-
-
Notifications
You must be signed in to change notification settings - Fork 341
New issue
Have a question about this project? Sign up for a free GitHub account to open an issue and contact its maintainers and the community.
By clicking “Sign up for GitHub”, you agree to our terms of service and privacy statement. We’ll occasionally send you account related emails.
Already on GitHub? Sign in to your account
Parse embedded metadata in PDF files #3108
base: develop
Are you sure you want to change the base?
Conversation
There was a problem hiding this comment.
Choose a reason for hiding this comment
The reason will be displayed to describe this comment to others. Learn more.
Preliminary look. I'm mainly concerned with the implementation to fetch the data from the pdf. I would like to investigate grabbing the string via docnet, which we already use for other things in Kavita.
Implemented review feedback. Was not sure about the placement of |
There was a problem hiding this comment.
Choose a reason for hiding this comment
The reason will be displayed to describe this comment to others. Learn more.
Overall code looks good, minus a few style points. Once the code is in shape, I can spare some time to pull it down and ensure it doesn't break anything.
Another thing that would be stellar is if you could update the wiki along with this to write the mapping of fields like we do with the epub reader and perhaps any settings needed on our calibre guide for ensuring metadata is written in the pdf. |
Addressed second round of comments, and added documentation in Kareadita/Wiki-Nextra#13 |
Did some initial testing of the PR and came across 2 aspects that need to be looked into: 1 - File locking - Once the scanner hits the files it doesn't seem to let go of the file lock. I couldn't move files around or modify them on the host file system after kavita scanned them. 2 - Long scan times per file. Even on my fairly powerful desktop, scan times were taking 5-6 seconds per file scanned in. It took almost an hour to bring in the 749 files I have in a test library. This is only going to get worse on lower powered hardware. Especially if it has to load the entire file to search for metadata. People TTRPG collections are going to have 300MB+ files and hundreds of them, if not thousands. That can easily start to add up to weeks of scanning time. |
@DieselTech do you see the same behavior re: (1) for epub and pdf? For (2) were those 749 files pdf? If so, do you have comparison numbers for epub, so I know what I ought to aim for? It might inherently be a difficult problem, as there may not be a way around reading the whole file, but there may be an exploitable file structure in PDF that could be used. |
2 was all PDF files. I didn't test any epub with this branch but I can just to get some comparison |
It turns out that PDF files indeed have an index that allows much faster access to the metadata than the implementation here, though accessing it is a bit trickier. I'm still working on the new approach. |
Added
Implements PDF metadata processing as discussed in #3103. Some of this metadata is generic, and available in many PDFs. Other fields (series and index) are not as standardized, and for these we're using the calibre version of the fields.
This is not only my first Kavita contribution, but also my first time programming C#, so I hope I managed to write reasonable code, and would appreciate feedback if I did not.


# TASK DIRECTIONS
Copy the lines below as they are; omit the images they contain.

# SOURCE MATERIAL

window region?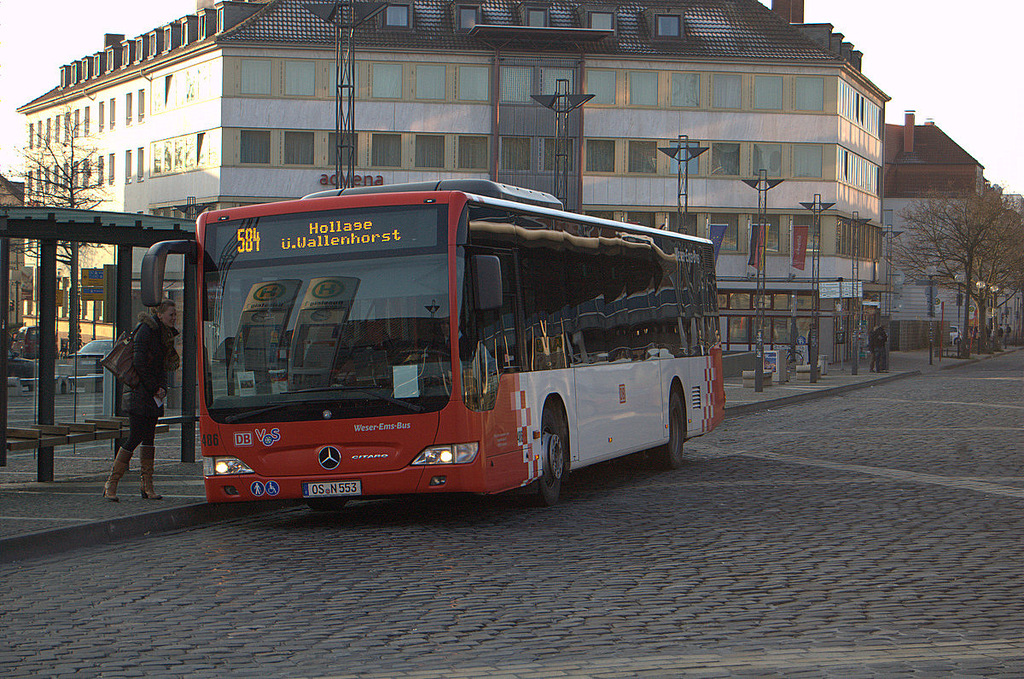
<region>35, 118, 44, 148</region>
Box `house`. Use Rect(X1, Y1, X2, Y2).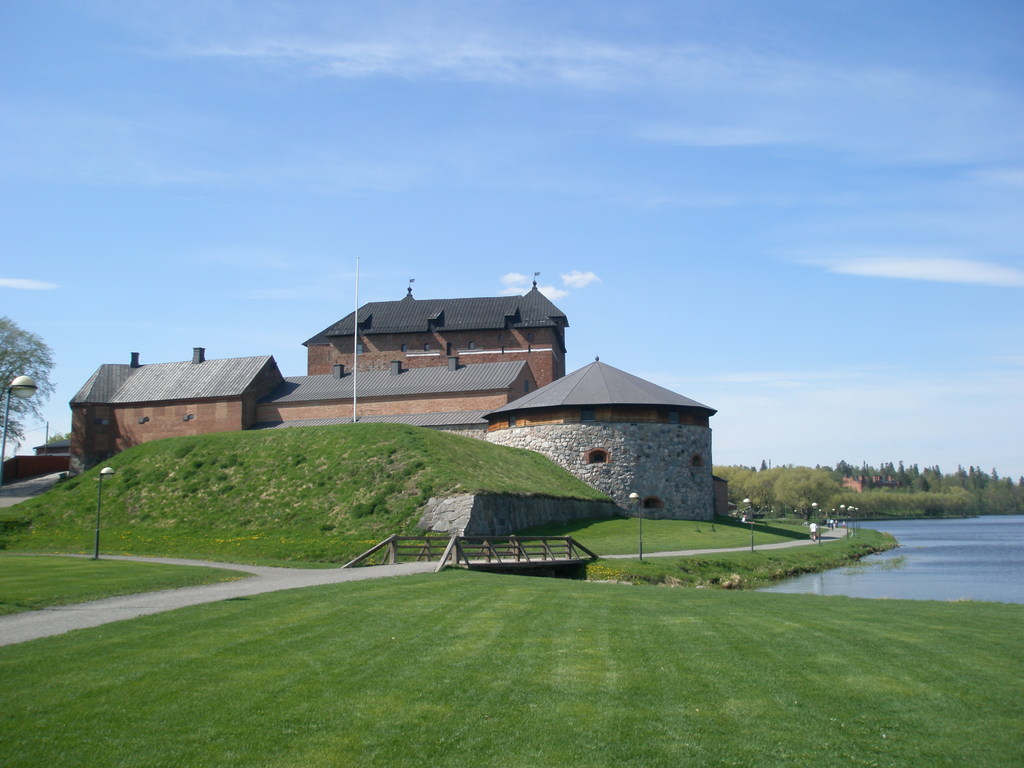
Rect(286, 273, 595, 414).
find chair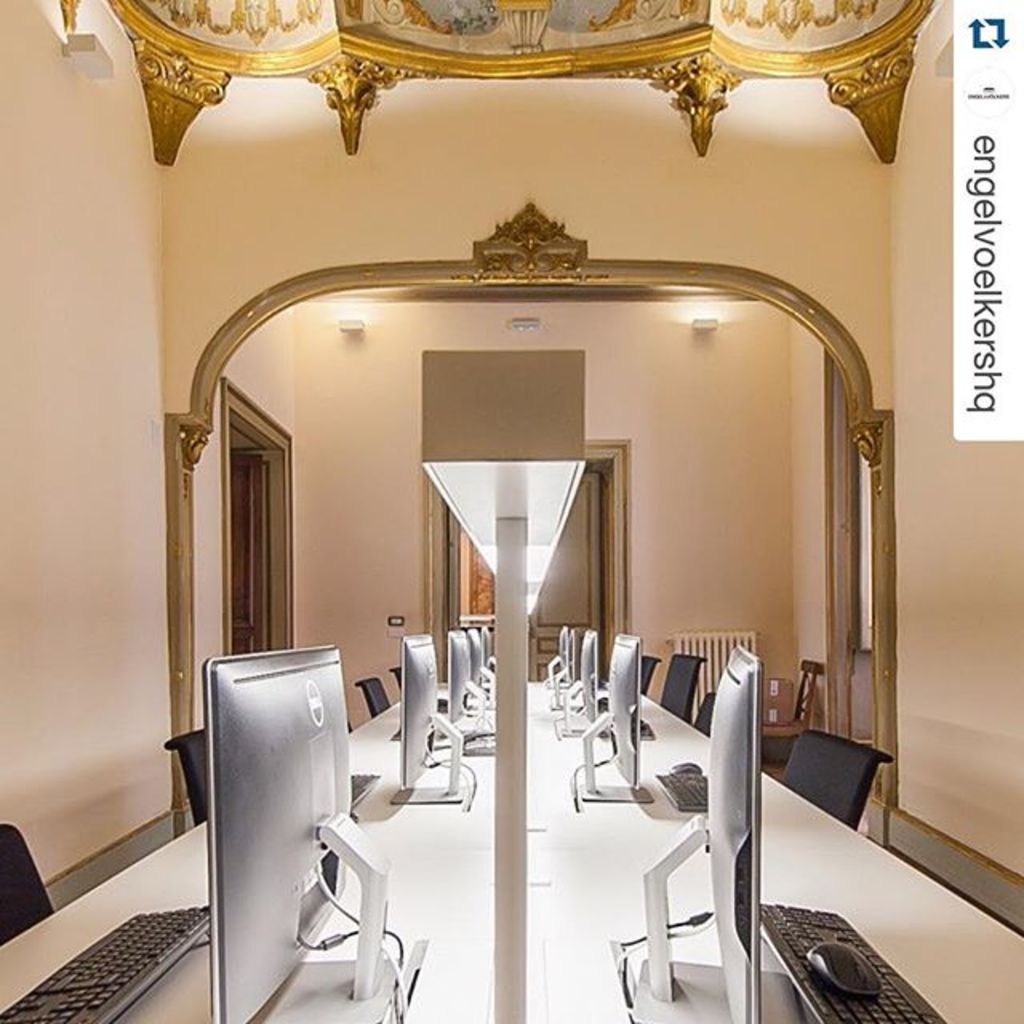
x1=659 y1=650 x2=704 y2=720
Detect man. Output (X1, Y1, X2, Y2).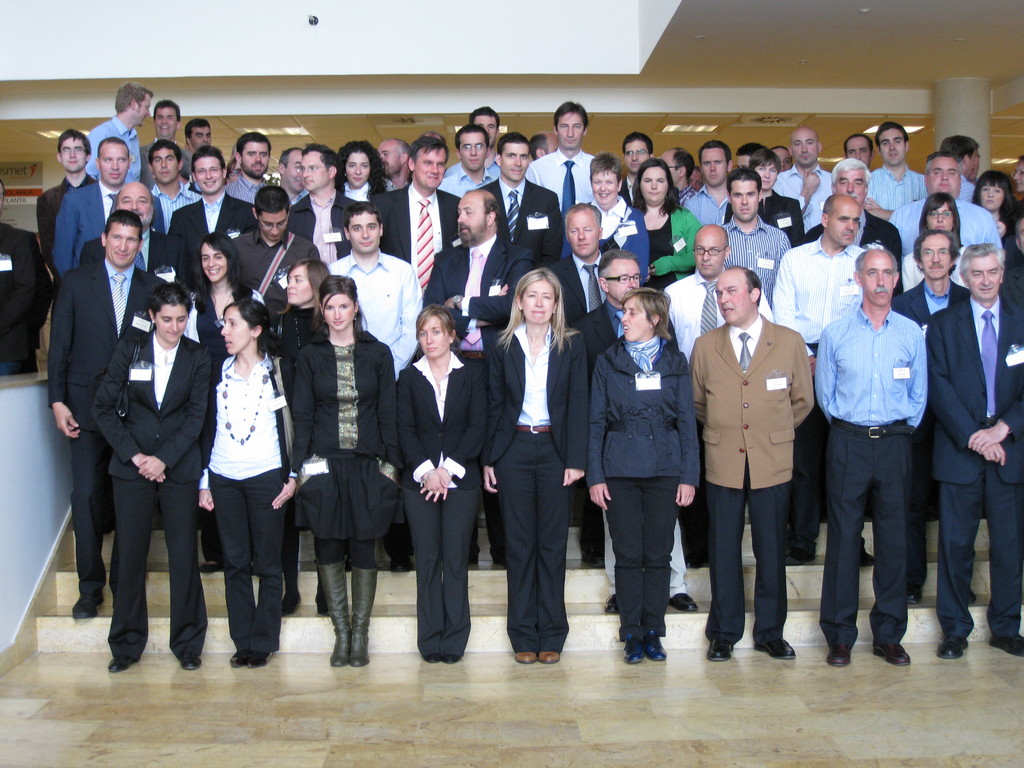
(927, 242, 1023, 659).
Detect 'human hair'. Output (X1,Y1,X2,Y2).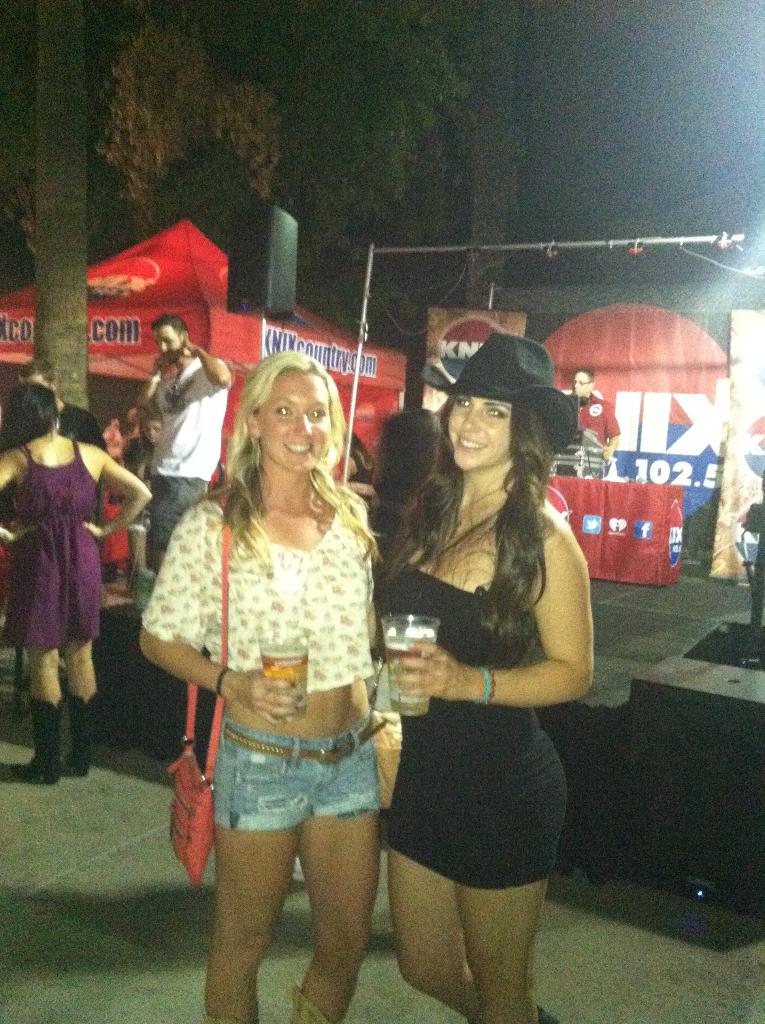
(379,397,568,643).
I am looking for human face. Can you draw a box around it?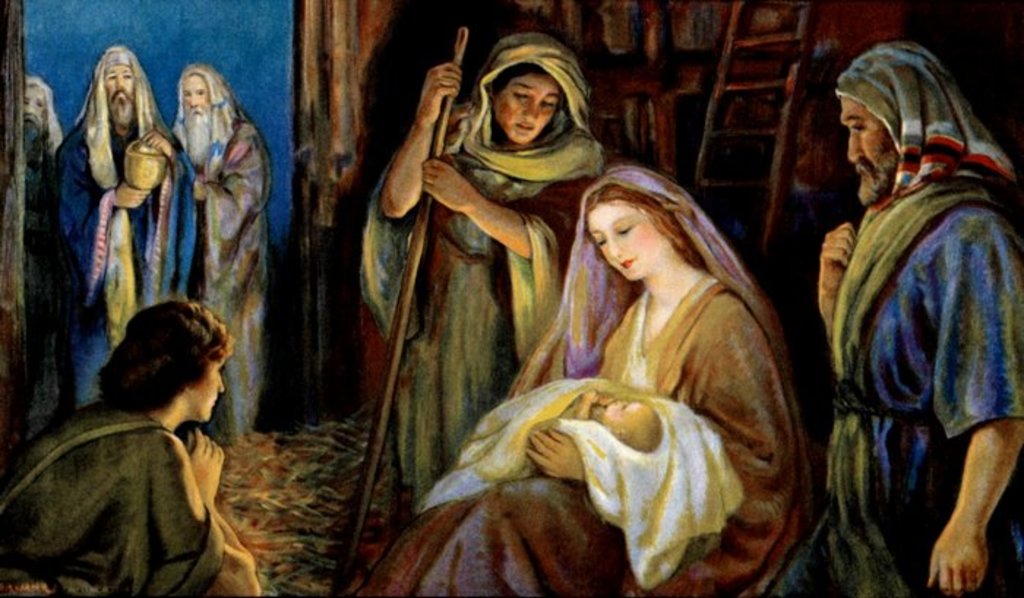
Sure, the bounding box is Rect(104, 69, 136, 102).
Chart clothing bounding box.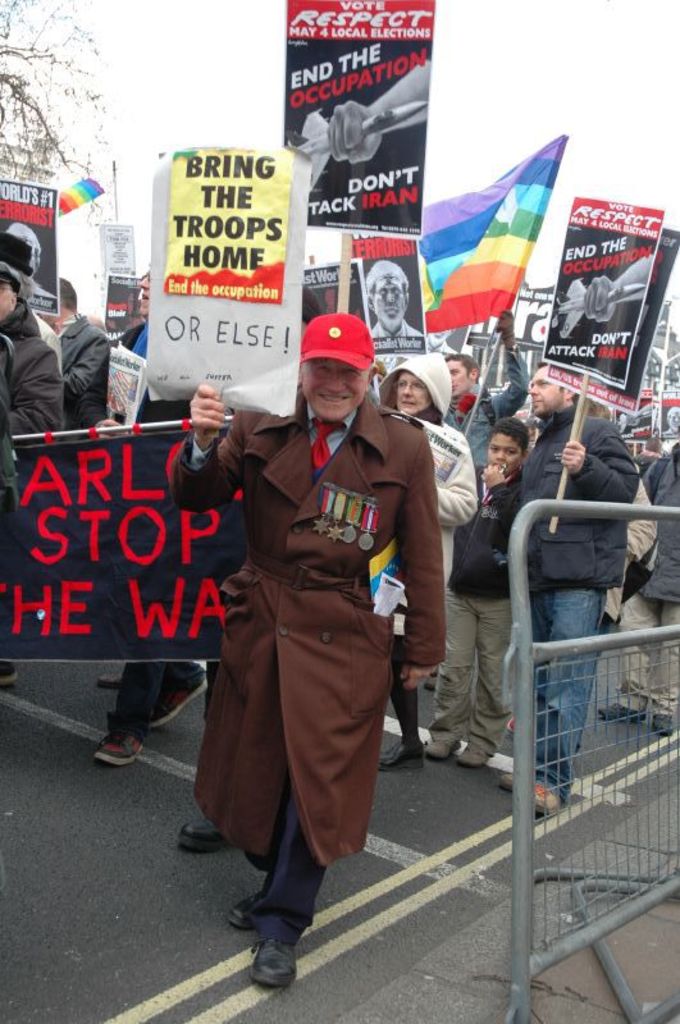
Charted: <box>376,356,476,736</box>.
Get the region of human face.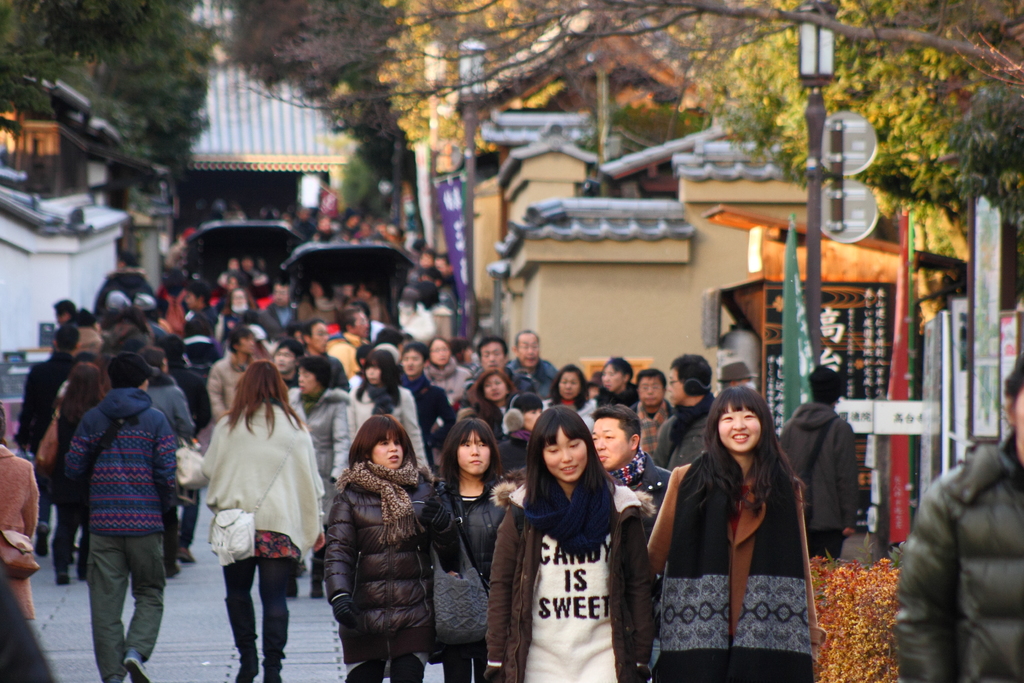
rect(298, 366, 319, 394).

# RESPONSE
window region?
<region>35, 118, 44, 148</region>
Box `house`. Use Rect(X1, Y1, X2, Y2).
Rect(286, 273, 595, 414).
find chair
x1=659 y1=650 x2=704 y2=720
Detect man. Output (X1, Y1, X2, Y2).
(927, 242, 1023, 659).
Detect 'human hair'. Output (X1,Y1,X2,Y2).
(379,397,568,643).
I am looking for human face. Can you draw a box around it?
Sure, the bounding box is Rect(104, 69, 136, 102).
Chart clothing bounding box.
Charted: <box>376,356,476,736</box>.
Get the region of human face.
rect(298, 366, 319, 394).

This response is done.